Janet Henry, Asian economist with HSBC Markets in London, said the extent of the cyclical upturn in the economy had overshadowed initial disappointment with the pace of reform. "We have seen the upturn, and the figures will start to flatten out as last year's recession falls out of the comparison. The next stage hangs on the restructuring story," she said.
"What is important is that Daewoo is not the only chaebol that could face problems, which is why people are looking so closely at the extent to which the government will make them sell off their assets."
In other words, the markets have applauded the decision to force Daewoo to divest itself of all but six units, but will punish any signs of backsliding. So far the Korean authorities speak with one clear voice. In his keynote Liberation Day address yesterday, President Kim Dae-jung said: "The market no longer accepts the chaebol as they are. To survive the era of ever- intensifying global competition, Korea's chaebol should be dismantled and reborn as smaller groups or independent entities."
The president believes the very structure and operation of the chaebol are a drag on economic development. They are typically controlled by founders and their family members, who wield almost absolute power over managerial affairs through cross-shareholdings among subsidiaries. To build their empires, the conglomerates resorted heavily to borrowing via loan guarantees from their affiliates.
Top of the list is Hyundai, the largest chaebol with 39 subsidiaries, which has announced plans to split into five separate businesses by 2003 and slash group debts to $37.9bn (pounds 23.5bn) from $66.2bn by the end of the year. Samsung, the third-largest group with 89 trading units, yesterday gained some breathing space after its principal creditors agreed to delay imposing financial sanctions indefinitely. LG Group and SK Group are next in line. All five have debt-to-equity ratios of between five and three to one, but are committed to getting that to two to one.
It is easy to see why reform of the chaebol is central to achieving a step change in the economy. Their complex networks of cross-shareholdings and subsidiaries allowed them to raise huge volumes of debt - so they have actually grown fatter rather than thinner in the two years since the Asian crisis.

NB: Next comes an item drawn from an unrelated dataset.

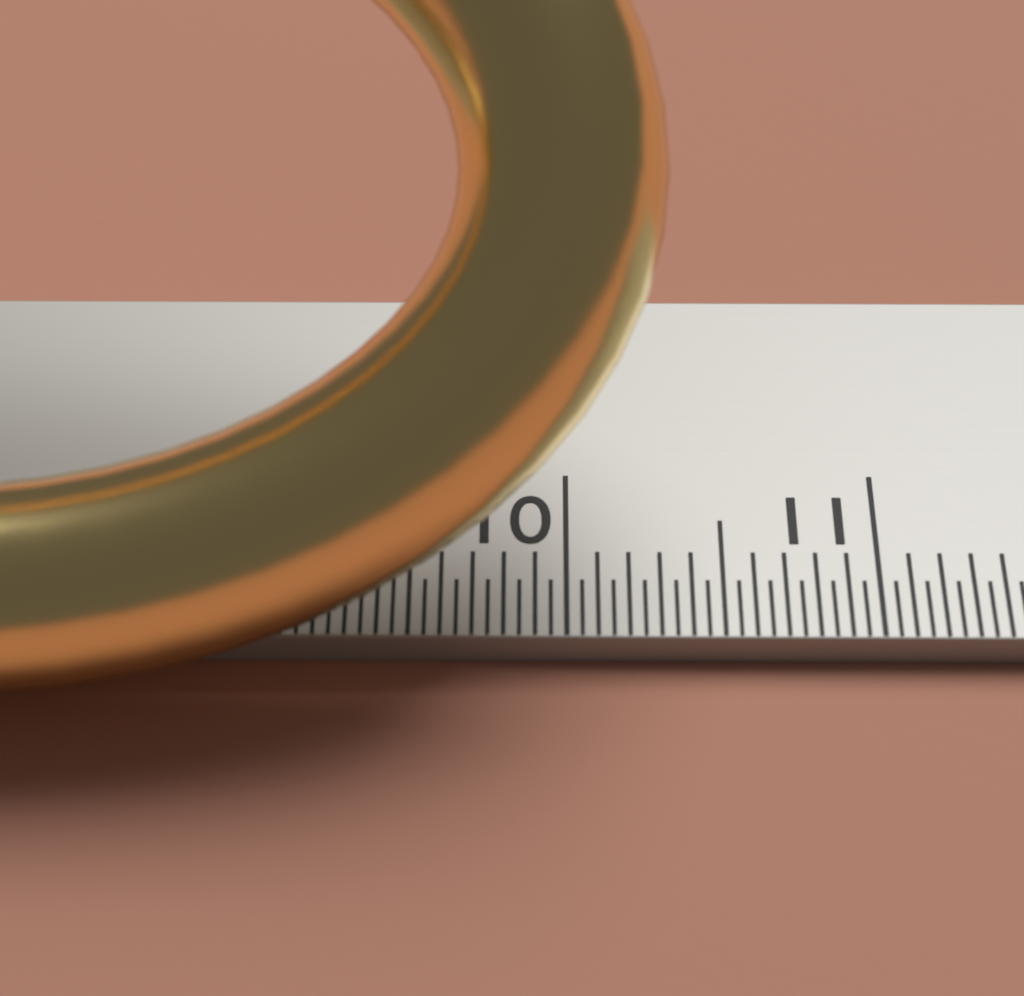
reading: 10.30 cm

The scale of their debt portfolios made them highly vulnerable in the crash. As the currency, the won, collapsed, foreign-held debts became impossibly expensive to service, while interest-rate rises aimed at supporting the currency made domestic debt costly.
The government has set five targets - chaebol chiefs to be more accountable for performance; boosting managerial transparency; improving the chaebol's financial health; focusing on core businesses; and eliminating loan guarantees between affiliates.
But, as with all fragile economies, the danger is political. If the break-up of the chaebol leads to mass redundancies, there will be a large political fall-out for the current administration, now one-third of its way through its tenure.
Even as analysts took in the toughness of President Kim's message, Lee Ki-ho, his chief economic adviser, tried to deflect potential criticism that the government was intervening excessively in the private sector.
"The President meant that the chaebol should make self-reforms because they cannot attain competitiveness under the current structure," Mr Lee said. "The government never planned to force a change in the current ownership system of the chaebol." Or, as the Korean car maker's UK slogan puts it - "That'll be the Daewoo".